NEW YORK CITY — How do you persuade naysayers that climate change is real, that the earth is fragile and needs protection? How do you call people to action to forestall environmental collapse and the natural world’s death?
American architect and sculptor Maya Lin‘s latest effort is “Ghost Forest,” an installation of 50 Atlantic white cedar trees, each some 40 feet tall, and each defoliated and dead. Looming over Madison Square Park like a warning, the trees look cadaverous.
“I wanted to create something that would be intimately related to the Park itself, the trees, and the state of the earth,” Lin tells Hyperallergic magazine about the installation, which will stand through Nov. 14.
Lin obtained the dead trees from New Jersey’s Pine Barrens. Gothamist describes why the trees died: forestland laid waste by extreme weather, the rise of sea levels, and the infiltration of saltwater.
Besides the dead trees to ponder, Gothamist writes, visitors to “Ghost Forest” will hear a “soundscape.” Created by Lin with assistance from the Cornell Lab of Ornithology, the recording features bird calls and sounds of animals that once lived in the New York area but are now extinct. The sounds of more endangered animals will be added, writes Gothamist. In collaboration with Carnegie Hall, park visitors will get an earful of meditative music. As a finale to the project in November, 1,000 native trees and shrubs will be planted in parks throughout New York’s five boroughs.
Given the visual power of Ghost Forest, it’s likely to stay in memory long after it’s removed. Brooke Kamin Rapaport, deputy director of Madison Square Park, credits the staying power of Lin’s work to how she calls attention to environmental concerns with “a minimal visual language of austerity and starkness.”
Lin is good at austere and stark imagery. You may remember that she won a national design competition for her Vietnam Veterans Memorial on the National Mall in Washington D.C. near Arlington National Cemetery. What can be more stark and austere than a lengthy black marble wall, partly buried in the earth and inscribed with the names of the dead and missing?
As Lin saw the memorial when awarded the commission: “I had an impulse to cut open the earth, an initial violence that in time would heal. The grass would grow back, but the cut would remain.”
But here’s the thing. Trees lost to climate change won’t grow back. What will remind us when the memory of Ghost Forest fades?
Perhaps a Maya Angelou poem can prod us. “When great trees fall, rocks on distant hills shudder.”
So should we.
When Great Trees Fall by Maya Angelou When great trees fall, rocks on distant hills shudder, lions hunker down in tall grasses, and even elephants lumber after safety. When great trees fall in forests, small things recoil into silence, their senses eroded beyond fear. When great souls die, the air around us becomes light, rare, sterile. We breathe, briefly. Our eyes, briefly, see with a hurtful clarity. Our memory, suddenly sharpened, examines, gnaws on kind words unsaid, promised walks never taken. Great souls die and our reality, bound to them, takes leave of us. Our souls, dependent upon their nurture, now shrink, wizened. Our minds, formed and informed by their radiance, fall away. We are not so much maddened as reduced to the unutterable ignorance of dark, cold caves. And when great souls die, after a period peace blooms, slowly and always irregularly. Spaces fill with a kind of soothing electric vibration. Our senses, restored, never to be the same, whisper to us. They existed. They existed. We can be. Be and be better. For they existed.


**What the task requires**
Pull each line containing "true" out of the listing below.

**Material for this exercise**
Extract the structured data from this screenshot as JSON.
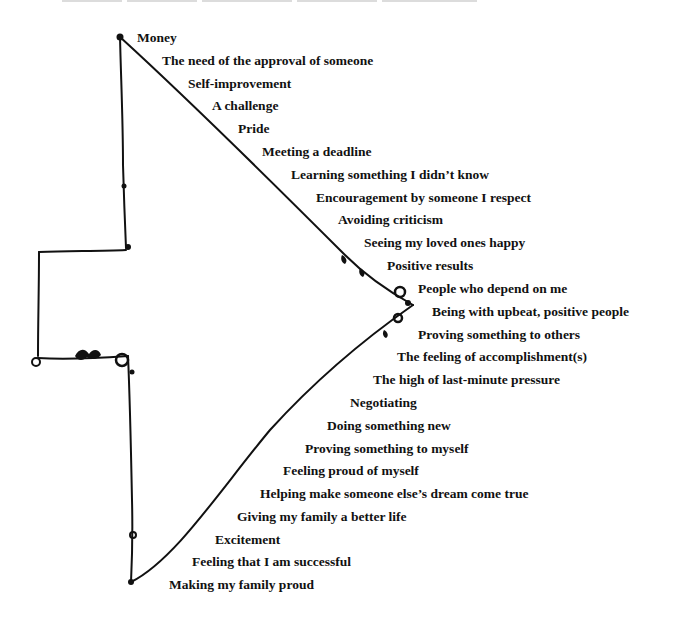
{
  "diagram": {
    "type": "arrow-list",
    "direction": "right",
    "ink_color": "#111111",
    "background": "#ffffff",
    "header_cropped": true
  },
  "labels": [
    {
      "text": "Money",
      "x": 137,
      "y": 30
    },
    {
      "text": "The need of the approval of someone",
      "x": 162,
      "y": 53
    },
    {
      "text": "Self-improvement",
      "x": 188,
      "y": 76
    },
    {
      "text": "A challenge",
      "x": 212,
      "y": 98
    },
    {
      "text": "Pride",
      "x": 238,
      "y": 121
    },
    {
      "text": "Meeting a deadline",
      "x": 262,
      "y": 144
    },
    {
      "text": "Learning something I didn’t know",
      "x": 291,
      "y": 167
    },
    {
      "text": "Encouragement by someone I respect",
      "x": 316,
      "y": 190
    },
    {
      "text": "Avoiding criticism",
      "x": 338,
      "y": 212
    },
    {
      "text": "Seeing my loved ones happy",
      "x": 364,
      "y": 235
    },
    {
      "text": "Positive results",
      "x": 387,
      "y": 258
    },
    {
      "text": "People who depend on me",
      "x": 418,
      "y": 281
    },
    {
      "text": "Being with upbeat, positive people",
      "x": 432,
      "y": 304
    },
    {
      "text": "Proving something to others",
      "x": 418,
      "y": 327
    },
    {
      "text": "The feeling of accomplishment(s)",
      "x": 397,
      "y": 349
    },
    {
      "text": "The high of last-minute pressure",
      "x": 373,
      "y": 372
    },
    {
      "text": "Negotiating",
      "x": 350,
      "y": 395
    },
    {
      "text": "Doing something new",
      "x": 327,
      "y": 418
    },
    {
      "text": "Proving something to myself",
      "x": 305,
      "y": 441
    },
    {
      "text": "Feeling proud of myself",
      "x": 283,
      "y": 463
    },
    {
      "text": "Helping make someone else’s dream come true",
      "x": 260,
      "y": 486
    },
    {
      "text": "Giving my family a better life",
      "x": 237,
      "y": 509
    },
    {
      "text": "Excitement",
      "x": 215,
      "y": 532
    },
    {
      "text": "Feeling that I am successful",
      "x": 192,
      "y": 554
    },
    {
      "text": "Making my family proud",
      "x": 169,
      "y": 577
    }
  ]
}
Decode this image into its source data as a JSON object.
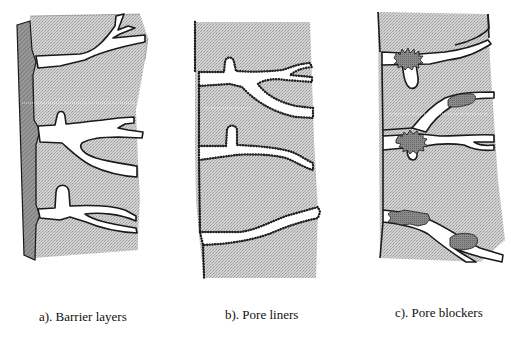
{
  "figure": {
    "panels": [
      {
        "id": "a",
        "caption": "a). Barrier layers",
        "description": "Coating layer on the outer surface blocking pore openings"
      },
      {
        "id": "b",
        "caption": "b). Pore liners",
        "description": "Pore walls lined with a thin particulate coating"
      },
      {
        "id": "c",
        "caption": "c). Pore blockers",
        "description": "Particles lodged inside pores blocking them"
      }
    ]
  },
  "colors": {
    "substrate_fill": "#c8c8c8",
    "barrier_layer": "#8a8a8a",
    "blocker_fill": "#7d7d7d",
    "outline": "#1a1a1a",
    "pore": "#ffffff"
  }
}
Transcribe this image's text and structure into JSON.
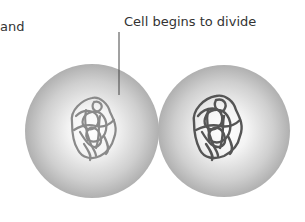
{
  "labels": {
    "partial_left": "and",
    "cell_divide": "Cell begins to divide"
  },
  "colors": {
    "cell_rim": "#a8a8a8",
    "cell_center": "#ffffff",
    "chromatin_left": "#8a8a8a",
    "chromatin_right": "#555555",
    "leader_line": "#444444",
    "text": "#333333"
  },
  "cells": [
    {
      "name": "left-cell",
      "chromatin_shade": "light"
    },
    {
      "name": "right-cell",
      "chromatin_shade": "dark"
    }
  ]
}
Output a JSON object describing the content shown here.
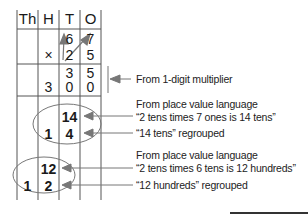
{
  "headers": [
    "Th",
    "H",
    "T",
    "O"
  ],
  "rows": {
    "multiplicand": [
      "",
      "",
      "6",
      "7"
    ],
    "multiplier": [
      "",
      "×",
      "2",
      "5"
    ],
    "partial1_top": [
      "",
      "",
      "3",
      "5"
    ],
    "partial1_bottom": [
      "",
      "3",
      "0",
      "0"
    ],
    "partial2_top": [
      "",
      "",
      "14",
      ""
    ],
    "partial2_bottom": [
      "",
      "1",
      "4",
      ""
    ],
    "partial3_top": [
      "",
      "12",
      "",
      ""
    ],
    "partial3_bottom": [
      "1",
      "2",
      "",
      ""
    ]
  },
  "annotations": {
    "one_digit": "From 1-digit multiplier",
    "pv1_line1": "From place value language",
    "pv1_line2": "“2 tens times 7 ones is 14 tens”",
    "regroup1": "“14 tens” regrouped",
    "pv2_line1": "From place value language",
    "pv2_line2": "“2 tens times 6 tens is 12 hundreds”",
    "regroup2": "“12 hundreds” regrouped"
  },
  "colors": {
    "lines": "#555555",
    "arrows": "#777777",
    "text": "#1a1a1a"
  }
}
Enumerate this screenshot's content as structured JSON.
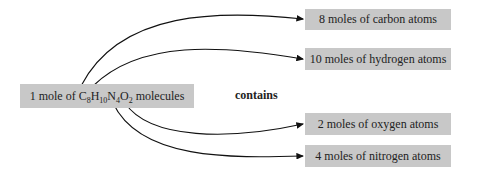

**The answer**
    "header_cropped": true
      "text": "Helping make someone else’s dream come true",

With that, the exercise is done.